She felt him start, but he saved the situation, making it ordinary again by obtaining her permission to smoke, then slowly lighting his cigarette before he spoke.

“You must forgive me,” he put in with a smile, “but your name, when you were kind enough to let me be introduced, escaped me. I did not catch it.”

She told him her surname, but he asked in his persuasive yet somehow masterful way for the Christian name as well. He turned round instantly as she gave it, staring hard at her with meaning, with an examining intentness, with open curiosity. There was a question on his lips, but she interrupted, delaying it by a question of her own. Without looking at him she knew and feared his question. Her voice just concealed a trembling that was in her throat.

“My aunt,” she agreed lightly, “is incorrigible. Do you know I didn’t catch yours either? Oh—I meant your surname,” she added, confusion gaining upon her when he mentioned his first name only.

He became suddenly more earnest, his voice deepened, his whole manner took on the guise of deliberate intention backed by some profound emotion that he could no longer hide. The music, which had momentarily ceased, began again, and a couple, who had been sitting out diagonally across from them, rose and went out. They were now quite alone. The sky was brighter.

“I must tell you,” he went on in a way that compelled her to look up and meet his intent gaze. “You really must allow me. I feel sure somehow you’ll understand. At any rate,” he added like a boy, “you won’t laugh.”

She believes she gave the permission and assurance. Memory fails her a little here, for as she returned his gaze, it seemed a curious change came stealing over him, yet at first so imperceptibly, so vaguely, that she could not say when it began, nor how it happened.

“Yes,” she murmured, “please——” The change defined itself. She stopped dead.

“I know now where I’ve seen you before. I remember.” His voice vibrated like a wind in big trees. It enveloped her.

“Yes,” she repeated in a whisper, for the hammering of her heart made both a louder tone or further words impossible. She knew not what he was going to say, yet at the same time she knew with accuracy. Her eyes gazed helplessly into his. The change absorbed her. Within his outline she watched another outline grow. Behind the immaculate evening clothes a ragged, unkempt figure rose. A worn, ravaged face with young burning eyes peered through his own. “Please, please,” she whispered again very faintly. He took her hand in his.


== YOUR TASK ==
Starting at the line below holding "Output the bbox for dress." and stopping at the line holding "Highlight *human hand*.", print every line exactly, both ends included, and leave the rest out.

== RECORDS FOR THIS TASK ==
::::::::::
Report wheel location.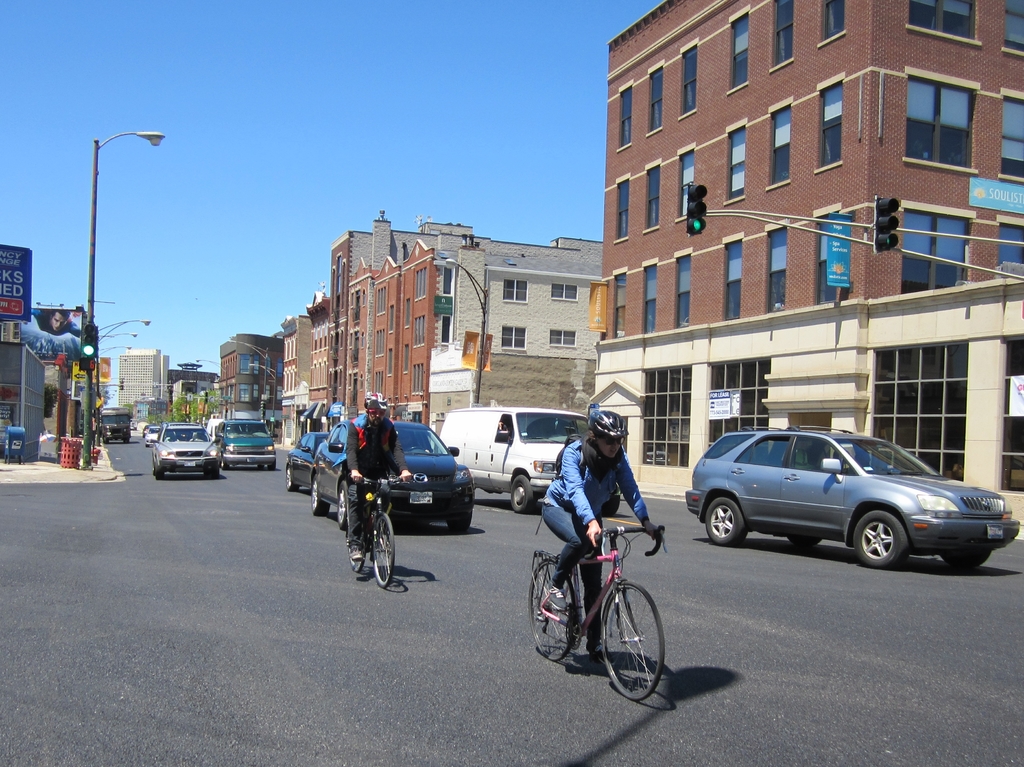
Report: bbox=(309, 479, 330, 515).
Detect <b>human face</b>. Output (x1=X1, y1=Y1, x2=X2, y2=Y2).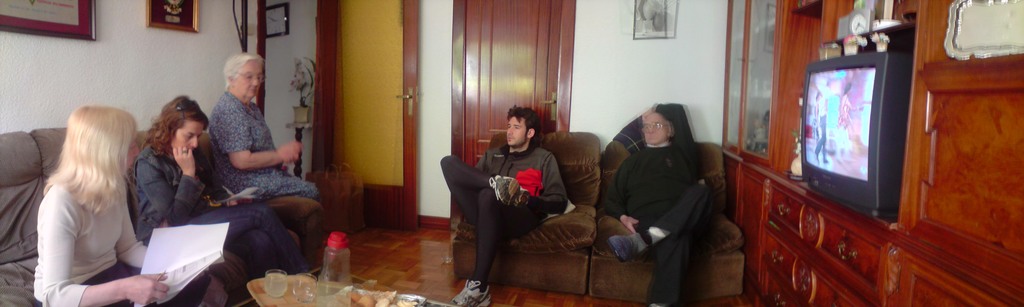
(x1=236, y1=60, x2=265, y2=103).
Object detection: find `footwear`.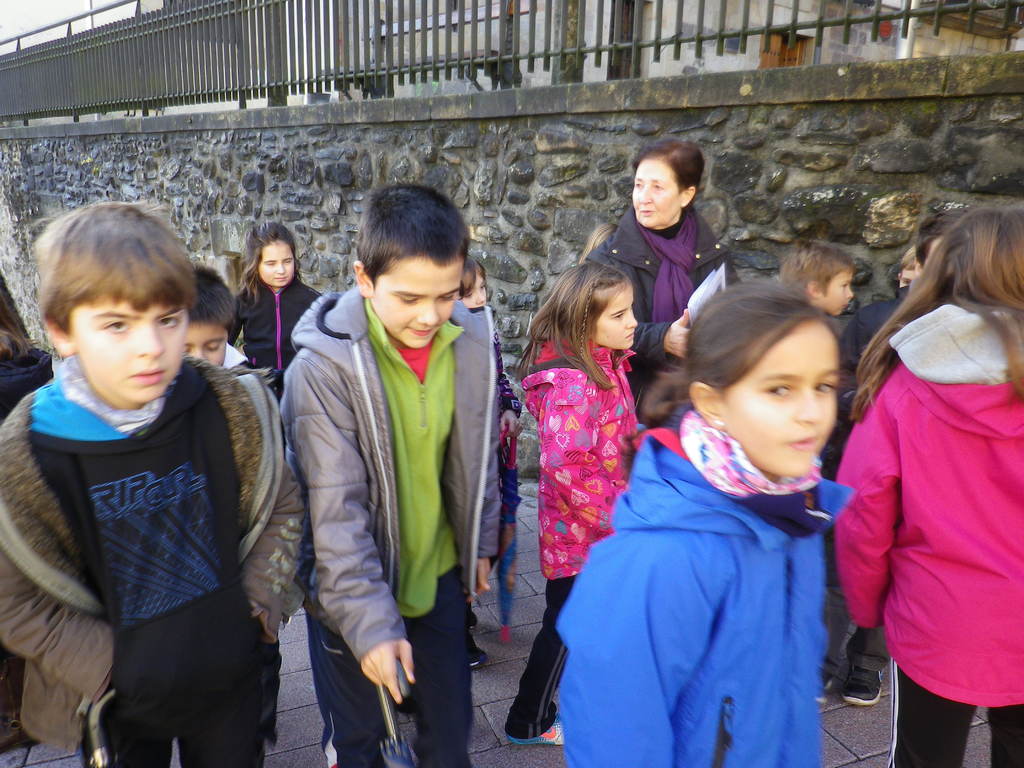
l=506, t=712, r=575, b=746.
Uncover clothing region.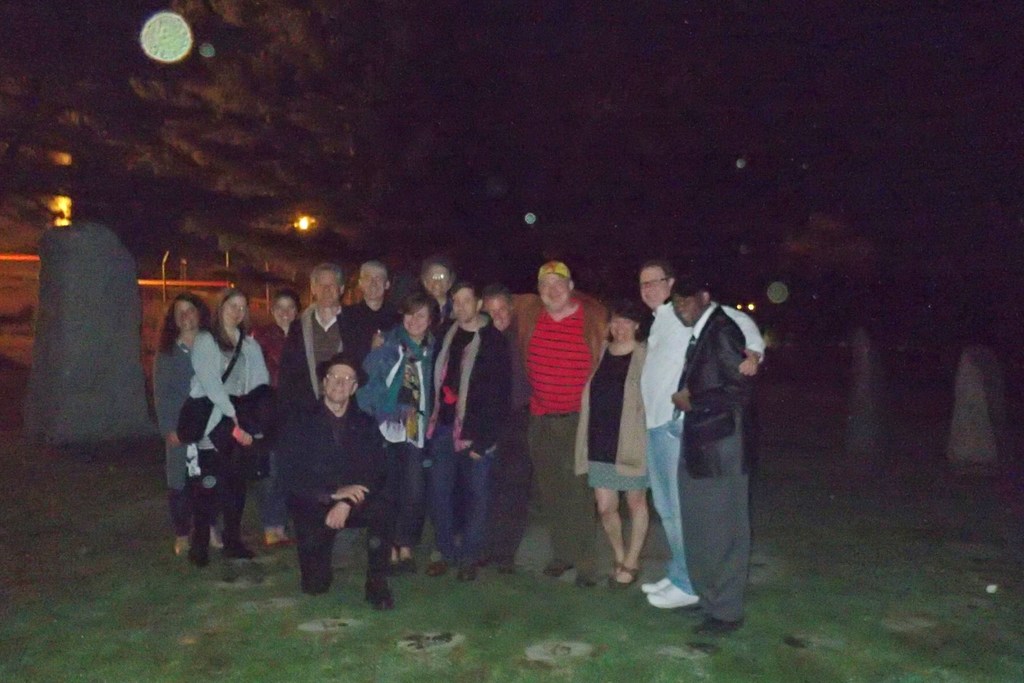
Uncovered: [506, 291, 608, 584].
::::::::::
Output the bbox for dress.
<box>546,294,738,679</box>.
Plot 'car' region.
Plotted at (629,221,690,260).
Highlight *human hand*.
::::::::::
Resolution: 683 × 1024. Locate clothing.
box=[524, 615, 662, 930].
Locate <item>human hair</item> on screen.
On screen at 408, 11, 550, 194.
::::::::::
== RESPONSE FOR THIS EXERCISE ==
Output the bbox for dress.
<box>546,294,738,679</box>.
Plot 'car' region.
Plotted at (629,221,690,260).
Highlight *human hand*.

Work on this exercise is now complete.